Pruden sighed. “Nevertheless, two of Jan's volunteers at the Settlement House are there, as well as Faber-Jones's daughter, who took with her twenty-one thousand dollars from her savings account.”

“Yes, but can you
prove
the girl's there?” demanded the chief. “Did you see her there? Did her father? How do you know she's not run off with a boyfriend on a well-financed joyride, and used the name of that place to cover her tracks?”

“I can't,” admitted Pruden. “But I can tell you that it looks to me as if anyone who
is
there is not likely to leave, even if they want to.”

“Prove it,” said the chief. “You tell me Joe Witkowski thinks what he's installing will be used for eavesdropping, but he can't prove that, either, can he?”

With a sigh Pruden admitted defeat and rose to go. Before he reached the door the chief said less harshly, “Look here, I trust your instincts, Pruden. If you learn anything tangible I'll listen, but we need
proof
. Oh, and by the way—”

Pruden stopped and turned.

“About the diamonds stored in our safe? We heard this morning from the police in New York. The dealers in the Manhattan Diamond District have been very helpful; they tracked down the company in Antwerp this Verlag chap worked for, but it seems he left them a year and a half ago. The Antwerp police are asking us to send the attaché case to them by courier. They're very suspicious about this Georges Verlag—have been for some time. It seems that diamonds have characteristics that can prove whether or not these are De Beers gems or whether Verlag was into smuggling diamonds out of Sierra Leone by way of Liberia, in which case he's been illegally abetting some very cutthroat rebels and is not the man your what's-her-name friend thought he was.”

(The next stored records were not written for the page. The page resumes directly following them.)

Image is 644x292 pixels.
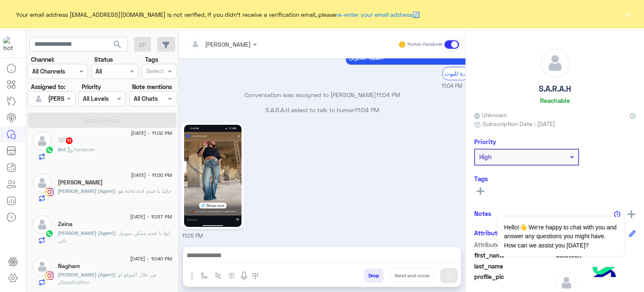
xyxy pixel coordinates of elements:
h6: Tags [474,175,636,182]
div: العودة للبوت [443,67,470,80]
img: 919860931428189 [3,36,18,52]
button: Trigger scenario [211,269,225,282]
span: [PERSON_NAME] (Agent) [58,188,115,194]
label: Note mentions [132,82,172,91]
button: select flow [197,269,211,282]
img: Instagram [45,271,54,279]
span: first_name [474,251,554,260]
h5: Zeina [58,221,72,228]
span: Bot [58,146,66,152]
span: : handover [66,146,95,152]
h6: Priority [474,138,496,145]
h5: Nagham [58,262,80,270]
label: Tags [145,55,158,64]
span: Attribute Name [474,240,554,249]
p: S.A.R.A.H asked to talk to human [182,105,462,114]
label: Status [94,55,113,64]
img: defaultAdmin.png [33,257,52,276]
img: select flow [201,272,208,279]
img: defaultAdmin.png [33,215,52,234]
span: profile_pic [474,272,554,291]
h6: Attributes [474,229,504,236]
span: Hello!👋 We're happy to chat with you and answer any questions you might have. How can we assist y... [498,217,624,256]
span: [PERSON_NAME] (Agent) [58,271,115,277]
label: Assigned to: [31,82,66,91]
button: create order [225,269,239,282]
span: هو sold out حاليا يا فندم [115,188,171,194]
span: 11:04 PM [376,91,400,98]
img: defaultAdmin.png [541,48,570,77]
label: Priority [82,82,101,91]
span: 11:04 PM [355,106,379,113]
img: WhatsApp [45,229,54,238]
span: [DATE] - 10:40 PM [130,255,172,262]
img: hulul-logo.png [589,258,619,288]
span: 11:05 PM [182,233,203,239]
img: send attachment [187,271,197,281]
img: create order [229,272,235,279]
button: Apply Filters [28,113,176,128]
p: Conversation was assigned to [PERSON_NAME] [182,90,462,99]
h5: Nourhan Hanafy [58,179,103,186]
img: send voice note [239,271,249,281]
span: [DATE] - 10:57 PM [130,213,172,221]
button: × [623,10,632,18]
button: search [107,37,128,55]
span: Your email address [EMAIL_ADDRESS][DOMAIN_NAME] is not verified, if you didn't receive a verifica... [16,10,420,19]
span: 11:04 PM [441,82,462,90]
span: search [112,40,122,50]
span: [DATE] - 11:00 PM [131,172,172,179]
span: ايوا يا فندم ممكن بموديل تاني [58,230,170,244]
span: [PERSON_NAME] (Agent) [58,230,115,236]
img: Instagram [45,188,54,196]
small: Human Handover [408,41,443,48]
h5: S.A.R.A.H [539,84,571,94]
img: Trigger scenario [214,272,221,279]
img: WhatsApp [45,145,54,154]
span: Unknown [474,111,507,119]
div: Select [145,66,164,77]
img: add [628,211,635,218]
button: Drop [364,269,384,283]
h6: Reachable [540,96,570,104]
button: Send and close [390,269,434,283]
img: defaultAdmin.png [33,174,52,192]
a: re-enter your email address [336,11,413,18]
span: last_name [474,262,554,271]
img: defaultAdmin.png [33,131,52,150]
span: [DATE] - 11:02 PM [131,129,172,137]
span: Subscription Date : [DATE] [483,119,555,128]
img: send message [445,271,453,279]
img: make a call [252,273,259,279]
span: 11 [66,137,72,144]
h6: Notes [474,210,491,217]
h5: 🤍 [58,137,73,144]
label: Channel: [31,55,55,64]
img: defaultAdmin.png [33,93,44,105]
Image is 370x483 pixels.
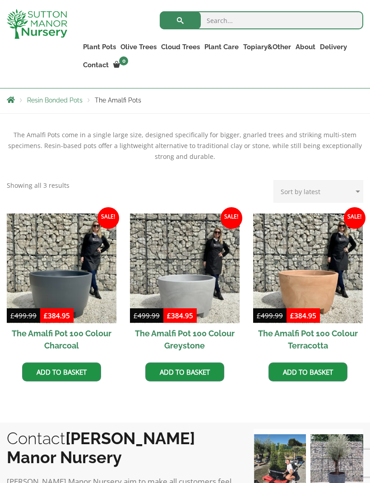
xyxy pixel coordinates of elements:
[7,180,70,191] p: Showing all 3 results
[119,56,128,65] span: 0
[7,213,116,356] a: Sale! The Amalfi Pot 100 Colour Charcoal
[241,41,293,53] a: Topiary&Other
[274,180,363,203] select: Shop order
[10,311,14,320] span: £
[290,311,316,320] bdi: 384.95
[44,311,48,320] span: £
[293,41,318,53] a: About
[134,311,160,320] bdi: 499.99
[130,323,240,356] h2: The Amalfi Pot 100 Colour Greystone
[7,323,116,356] h2: The Amalfi Pot 100 Colour Charcoal
[344,207,366,229] span: Sale!
[118,41,159,53] a: Olive Trees
[202,41,241,53] a: Plant Care
[81,59,111,71] a: Contact
[7,429,195,467] b: [PERSON_NAME] Manor Nursery
[253,213,363,356] a: Sale! The Amalfi Pot 100 Colour Terracotta
[130,213,240,323] img: The Amalfi Pot 100 Colour Greystone
[253,213,363,323] img: The Amalfi Pot 100 Colour Terracotta
[160,11,363,29] input: Search...
[167,311,193,320] bdi: 384.95
[7,96,363,103] nav: Breadcrumbs
[97,207,119,229] span: Sale!
[290,311,294,320] span: £
[81,41,118,53] a: Plant Pots
[10,311,37,320] bdi: 499.99
[134,311,138,320] span: £
[269,362,348,381] a: Add to basket: “The Amalfi Pot 100 Colour Terracotta”
[257,311,283,320] bdi: 499.99
[159,41,202,53] a: Cloud Trees
[22,362,101,381] a: Add to basket: “The Amalfi Pot 100 Colour Charcoal”
[27,97,83,104] a: Resin Bonded Pots
[253,323,363,356] h2: The Amalfi Pot 100 Colour Terracotta
[130,213,240,356] a: Sale! The Amalfi Pot 100 Colour Greystone
[95,97,141,104] span: The Amalfi Pots
[111,59,131,71] a: 0
[167,311,171,320] span: £
[7,130,363,162] p: The Amalfi Pots come in a single large size, designed specifically for bigger, gnarled trees and ...
[145,362,224,381] a: Add to basket: “The Amalfi Pot 100 Colour Greystone”
[44,311,70,320] bdi: 384.95
[7,9,67,39] img: logo
[257,311,261,320] span: £
[7,429,236,467] h2: Contact
[318,41,349,53] a: Delivery
[221,207,242,229] span: Sale!
[7,213,116,323] img: The Amalfi Pot 100 Colour Charcoal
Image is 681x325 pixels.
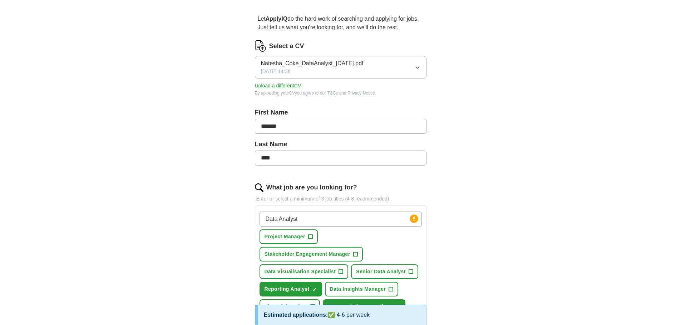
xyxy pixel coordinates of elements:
label: Select a CV [269,41,304,51]
button: Data Analytics Consultant✓ [323,300,405,314]
span: Stakeholder Engagement Manager [264,251,350,258]
a: T&Cs [327,91,338,96]
p: Enter or select a minimum of 3 job titles (4-8 recommended) [255,195,426,203]
span: ✓ [395,305,400,310]
strong: ApplyIQ [265,16,287,22]
span: Data Visualisation Specialist [264,268,336,276]
span: ✓ [312,287,316,293]
button: Natesha_Coke_DataAnalyst_[DATE].pdf[DATE] 14:38 [255,56,426,79]
label: What job are you looking for? [266,183,357,193]
button: Upload a differentCV [255,82,301,90]
button: Data Visualisation Specialist [259,265,348,279]
button: Project Manager [259,230,318,244]
span: Financial Analyst [264,303,308,311]
button: Reporting Analyst✓ [259,282,322,297]
button: Senior Data Analyst [351,265,418,279]
span: Senior Data Analyst [356,268,405,276]
span: ✅ 4-6 per week [328,312,369,318]
span: [DATE] 14:38 [261,68,290,75]
button: Stakeholder Engagement Manager [259,247,363,262]
a: Privacy Notice [347,91,375,96]
label: Last Name [255,140,426,149]
span: Data Analytics Consultant [328,303,393,311]
span: Estimated applications: [264,312,328,318]
span: Project Manager [264,233,305,241]
button: Financial Analyst [259,300,320,314]
span: Reporting Analyst [264,286,309,293]
span: Natesha_Coke_DataAnalyst_[DATE].pdf [261,59,363,68]
img: search.png [255,184,263,192]
input: Type a job title and press enter [259,212,422,227]
img: CV Icon [255,40,266,52]
div: By uploading your CV you agree to our and . [255,90,426,96]
span: Data Insights Manager [330,286,386,293]
button: Data Insights Manager [325,282,398,297]
label: First Name [255,108,426,118]
p: Let do the hard work of searching and applying for jobs. Just tell us what you're looking for, an... [255,12,426,35]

Pruden grinned. Even now the chief had difficulty acknowledging Madame Karitska. “Bad news,” he agreed.

“Yes. You'll have to tell her.”

Pruden nodded and left. He would later stop in to see the chief's “what's-her-name,” but as to Faber-Jones he felt that to admit and describe his visit to the Guardians of Eden would only alarm him more than it did Pruden.

Leaving his desk at half past five Pruden realized that before meeting Jan for dinner there was still time to stop and give Madame Karitska news of Georges Verlag. He found her door ajar, with a sign, BACK IN 5 MINUTES, and he guessed that she must be upstairs seeing her landlord. Since her door was open he walked in and headed for a couch, realizing how tired he was, and he stretched out, relaxing, a sense of her presence still lingering. Except for books added to the shelves that lined one wall the room had not changed in the year that he'd known her, and he thought how much he appreciated the calm he felt here. He need only walk up the steps of the shabby brownstone, past the sign in the window, enter, and knock on her door to enter this other world. The wall of books muted the sound of traffic outside, the high-ceilinged room was cool, and there were always flowers on the carved coffee table; a room that should have been gloomy, considering its location and size, was as bright and cheerful as Madame Karitska.

Hearing her steps on the staircase he rose, and at sight of him she smiled. “Paying my rent,” she told him. “What can I do for you?”